UNIDO: Nigerian SMEs Lack Requisite Skills to Trigger Economic Recovery

Chika Amanze-Nwachuku

The small and medium enterprises (SMEs) in Nigeria can liberate the country from her current economic quagmire but lack the required investment and technology skills to achieve the feat, Head, United Nations Industrial Development Organisation (UNIDO) Investment and Technology Promotion Office, Bahrain, Dr. Hashim Hussein has said.

He said, for the economy to rebound, the federal and state governments, entrepreneurs and stakeholders, must play critical roles in ensuring enterprise development and requisite skills acquisition.

Hussein, who also heads the Enterprise Development and Investment Promotion, Bahrain, an initiative of the UNIDO ITPO, noted that no developed and developing economy could grow without vibrant SMEs, pointing out that if Nigeria was serious about development, it must begin to groom young entrepreneurs to develop the right skills that would secure the future of the economy.


“A lot of Nigerian small businesses can liberate the country from the claws of the current economic recession but are ignorant of certain investment and technology skills to achieve such feat. We won’t stop at the workshop, we are building business counseling structures to ensure small businesses are adequately mentored,” he said.

Hussein called on the federal government and stakeholders to invest massively in infrastructural and technological development in order to take Nigeria out of recession.

He however, noted that the challenge of the Nigerian business environment was not availability of finance but the access to funding by businesses.

In realisation of the lack of adequate enterprise development and investment skills in Nigeria, the UNIDO ITPO empowered entrepreneurs and government agencies by training them in the relevant areas at its first Enterprise Development and Investment Promotion workshop, which was concluded in Lagos on Friday.
The workshop, which was the first in Africa, was designed to develop capacity and foster enterprise and investment promotion through the development of first-rate business incubation management and counselling systems.

The Managing Director, MYO foods, Mr. Leye Lawal, called on the government to make funds available to MSMEs, adding that the country must pay attention to the production chain, from raw materials to finished goods, as a way out of the nation’s current economic challenges.

He stressed the need to strengthen Nigeria’s institution, adding that strong institutions and policy stability would, in turn, strengthen the economy.


“There is the need for a strong political will to end poverty. All around the world, politics is all about how jobs can be created because it is through jobs that people can better their lives,” he said.

Another facilitator, Mr. Afif Barhonmi, said, with the right regulatory, incentive framework, and the right frame of mind of entrepreneurs, the Nigerian economy could take a step forward in merging the goals of entrepreneurship development, youth empowerment/engagement, continuous economic diversification, industrial upgrading and technological innovation, to make the nation a more competitive brand in the continent and the world at large.

Participants agreed that developing the business growth cycle would require assistance schemes and policies, which would contribute to the transformation of the Nigerian economy and its integration.

The Director, Research and Innovation, UNILAG, Prof. Wellington Oyibo, described the workshop as timely, adding that it was the much-needed tool that could deliver the Nigerian economy from recession.

According to him, if both government and stakeholders do not join hands now to manage the entrepreneurs to excel, then the country would have destroyed the engine room of the economy.

He said, “Looking at the different models introduced/unveiled at the workshop, we have been able to craft what will work for us as a country.

“The workshop cuts across training the trainers; it helps us to begin to synthesise in our different spaces. We will use the robust discussion to calibrate across different fields because participants are from different fields.”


#### [Task goal]
Write out exactly, with both ends included, the lines that run from the line containing "Image is 944x437 pixels." to the end of the entries. Pictures are not part of the answer.

**** Data in this exercise

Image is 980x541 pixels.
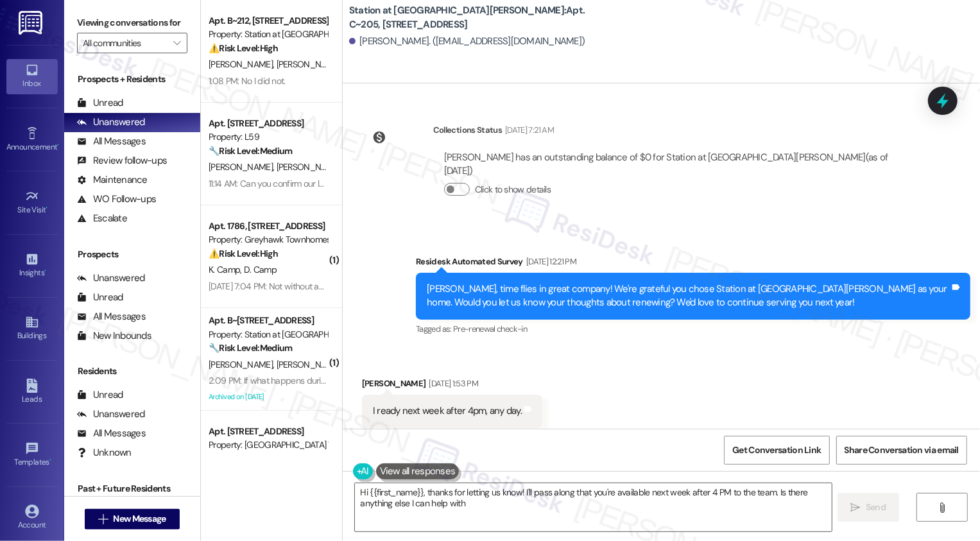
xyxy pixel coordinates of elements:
div: [DATE] 7:04 PM: Not without advance notice as I will need to secure my pets and my husband is a n... [208,280,927,292]
strong: 🔧 Risk Level: Medium [208,342,292,353]
span: K. Camp [208,264,244,275]
span: Get Conversation Link [732,443,821,457]
span: • [44,266,46,275]
div: I ready next week after 4pm, any day. [373,404,522,417]
div: Tagged as: [362,428,542,446]
i:  [98,514,108,524]
b: Station at [GEOGRAPHIC_DATA][PERSON_NAME]: Apt. C~205, [STREET_ADDRESS] [349,4,606,32]
div: [DATE] 7:21 AM [502,124,553,137]
span: [PERSON_NAME] [208,161,277,173]
span: • [46,204,48,213]
div: New Inbounds [77,329,151,343]
div: Unanswered [77,407,145,421]
div: All Messages [77,135,146,148]
div: Prospects + Residents [64,72,200,86]
span: New Message [113,512,166,526]
div: Escalate [77,212,127,225]
div: All Messages [77,426,146,440]
div: Property: Greyhawk Townhomes [208,233,327,246]
div: Property: Station at [GEOGRAPHIC_DATA][PERSON_NAME] [208,28,327,41]
div: Apt. [STREET_ADDRESS] [208,117,327,130]
div: Maintenance [77,173,148,187]
div: Unanswered [77,115,145,129]
div: Collections Status [433,124,502,137]
span: • [50,455,51,464]
span: [PERSON_NAME] [276,359,340,371]
i:  [937,502,947,513]
i:  [851,502,861,513]
input: All communities [83,32,167,53]
button: Get Conversation Link [724,435,829,464]
div: Apt. 1786, [STREET_ADDRESS] [208,219,327,233]
a: Insights • [6,248,58,283]
div: Property: Station at [GEOGRAPHIC_DATA][PERSON_NAME] [208,328,327,342]
div: Residents [64,364,200,378]
span: Pre-renewal check-in [453,324,527,334]
label: Viewing conversations for [77,13,188,32]
button: Send [837,493,900,522]
div: Prospects [64,248,200,261]
strong: ⚠️ Risk Level: High [208,42,278,54]
span: • [57,141,59,150]
div: Residesk Automated Survey [416,255,970,273]
a: Inbox [6,59,58,94]
a: Buildings [6,311,58,346]
div: [PERSON_NAME]. ([EMAIL_ADDRESS][DOMAIN_NAME]) [349,35,585,48]
div: Apt. B~[STREET_ADDRESS] [208,314,327,327]
div: Property: [GEOGRAPHIC_DATA] Townhomes [208,438,327,452]
div: [PERSON_NAME] has an outstanding balance of $0 for Station at [GEOGRAPHIC_DATA][PERSON_NAME] (as ... [444,151,905,178]
div: 1:08 PM: No I did not. [208,75,286,87]
strong: ⚠️ Risk Level: High [208,248,278,259]
button: Share Conversation via email [836,435,967,464]
div: [DATE] 1:53 PM [425,377,478,390]
span: Send [865,500,885,514]
a: Account [6,500,58,535]
div: [PERSON_NAME], time flies in great company! We're grateful you chose Station at [GEOGRAPHIC_DATA]... [427,282,950,310]
div: Unknown [77,446,132,460]
div: [DATE] 12:21 PM [523,255,576,268]
a: Leads [6,375,58,409]
i:  [173,38,180,48]
div: Unread [77,96,124,110]
span: Share Conversation via email [845,443,959,457]
div: 2:09 PM: If what happens during thenday [208,375,364,386]
button: New Message [85,509,179,529]
div: Apt. [STREET_ADDRESS] [208,425,327,438]
span: [PERSON_NAME] [276,161,340,173]
strong: 🔧 Risk Level: Medium [208,145,292,157]
div: Unanswered [77,271,145,285]
img: ResiDesk Logo [19,11,45,35]
label: Click to show details [475,183,551,197]
div: Archived on [DATE] [207,388,329,405]
div: Review follow-ups [77,154,167,168]
div: 11:14 AM: Can you confirm our lease is up at this end of this month. [208,178,451,189]
div: Apt. B~212, [STREET_ADDRESS] [208,14,327,28]
div: WO Follow-ups [77,193,156,206]
span: [PERSON_NAME] [276,59,340,70]
div: Property: L59 [208,130,327,144]
div: Unread [77,388,124,402]
div: Past + Future Residents [64,482,200,495]
span: D. Camp [244,264,277,275]
div: All Messages [77,310,146,324]
a: Site Visit • [6,186,58,220]
a: Templates • [6,437,58,472]
span: [PERSON_NAME] [208,359,277,371]
div: [PERSON_NAME] [362,377,542,395]
div: Unread [77,291,124,304]
textarea: Hi {{first_name}}, thanks for letting us know! I'll pass along that you're available next week af... [355,483,832,531]
div: Tagged as: [416,319,970,338]
span: [PERSON_NAME] [208,59,277,70]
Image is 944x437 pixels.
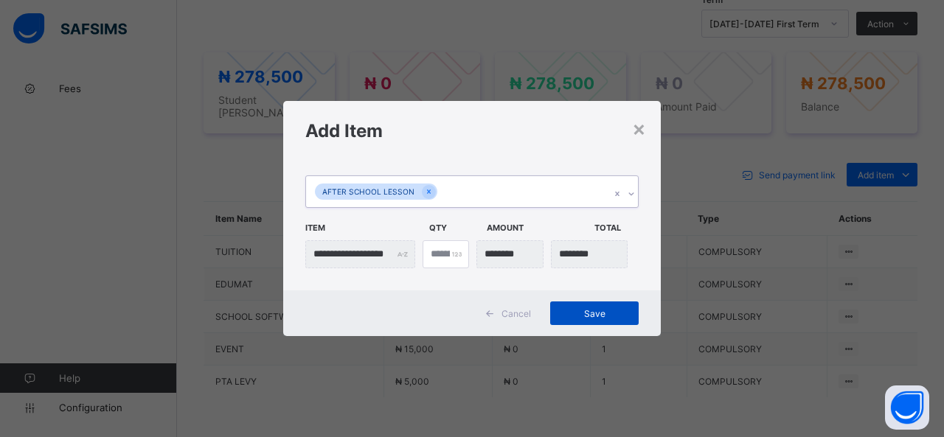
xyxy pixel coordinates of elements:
span: Item [305,215,422,240]
span: Save [561,308,627,319]
span: Cancel [501,308,531,319]
div: AFTER SCHOOL LESSON [315,184,422,201]
span: Qty [429,215,479,240]
button: Open asap [885,386,929,430]
div: × [632,116,646,141]
h1: Add Item [305,120,639,142]
span: Amount [487,215,587,240]
span: Total [594,215,644,240]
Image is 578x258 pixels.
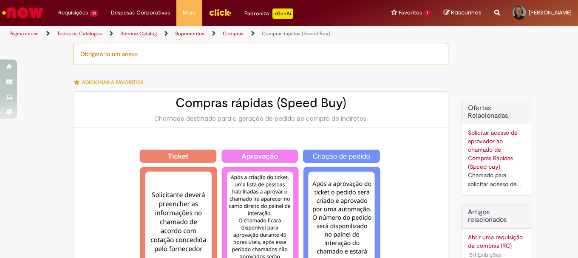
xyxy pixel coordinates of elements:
a: Todos os Catálogos [57,30,102,37]
a: Compras [223,30,243,37]
div: Obrigatório um anexo. [73,43,448,65]
ul: Trilhas de página [6,26,379,42]
div: Chamado destinado para a geração de pedido de compra de indiretos. [82,114,439,123]
button: Adicionar a Favoritos [73,73,148,91]
div: Padroniza [244,8,293,19]
h2: Compras rápidas (Speed Buy) [82,96,439,110]
span: [PERSON_NAME] [528,9,571,16]
span: Requisições [58,8,88,17]
a: Página inicial [9,30,39,37]
p: +GenAi [272,8,293,19]
img: click_logo_yellow_360x200.png [209,6,231,19]
span: 31 [90,10,98,17]
span: Rascunhos [451,8,481,17]
a: Abrir uma requisição de compras (RC) [468,233,524,250]
a: Solicitar acesso de aprovador ao chamado de Compras Rápidas (Speed buy) [468,129,517,170]
a: Rascunhos [443,9,481,17]
a: Suprimentos [175,30,204,37]
div: Chamado para solicitar acesso de aprovador ao ticket de Speed buy [468,171,524,189]
div: Ofertas Relacionadas [461,100,531,195]
span: 7 [423,10,431,17]
h2: Ofertas Relacionadas [468,104,524,119]
span: Despesas Corporativas [111,8,170,17]
a: Service Catalog [120,30,157,37]
span: Adicionar a Favoritos [82,79,143,86]
a: Compras rápidas (Speed Buy) [262,30,330,37]
img: ServiceNow [1,4,45,21]
h3: Artigos relacionados [468,209,524,223]
span: Favoritos [398,8,422,17]
span: More [183,8,196,17]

********

#### [Result below]
Image is 944x437 pixels.
xyxy pixel coordinates of elements:
span: Item [305,215,422,240]
span: Save [561,308,627,319]
span: Cancel [501,308,531,319]
div: AFTER SCHOOL LESSON [315,184,422,201]
span: Qty [429,215,479,240]
button: Open asap [885,386,929,430]
div: × [632,116,646,141]
h1: Add Item [305,120,639,142]
span: Amount [487,215,587,240]
span: Total [594,215,644,240]
Image is 578x258 pixels.
xyxy pixel coordinates of elements:
a: Todos os Catálogos [57,30,102,37]
a: Compras [223,30,243,37]
div: Obrigatório um anexo. [73,43,448,65]
ul: Trilhas de página [6,26,379,42]
div: Chamado destinado para a geração de pedido de compra de indiretos. [82,114,439,123]
button: Adicionar a Favoritos [73,73,148,91]
div: Padroniza [244,8,293,19]
h2: Compras rápidas (Speed Buy) [82,96,439,110]
span: [PERSON_NAME] [528,9,571,16]
span: Requisições [58,8,88,17]
a: Página inicial [9,30,39,37]
p: +GenAi [272,8,293,19]
img: click_logo_yellow_360x200.png [209,6,231,19]
span: 31 [90,10,98,17]
span: Rascunhos [451,8,481,17]
a: Abrir uma requisição de compras (RC) [468,233,524,250]
a: Solicitar acesso de aprovador ao chamado de Compras Rápidas (Speed buy) [468,129,517,170]
a: Rascunhos [443,9,481,17]
a: Suprimentos [175,30,204,37]
div: Chamado para solicitar acesso de aprovador ao ticket de Speed buy [468,171,524,189]
div: Ofertas Relacionadas [461,100,531,195]
span: 7 [423,10,431,17]
h2: Ofertas Relacionadas [468,104,524,119]
span: Despesas Corporativas [111,8,170,17]
a: Service Catalog [120,30,157,37]
span: Adicionar a Favoritos [82,79,143,86]
a: Compras rápidas (Speed Buy) [262,30,330,37]
img: ServiceNow [1,4,45,21]
h3: Artigos relacionados [468,209,524,223]
span: Favoritos [398,8,422,17]
span: More [183,8,196,17]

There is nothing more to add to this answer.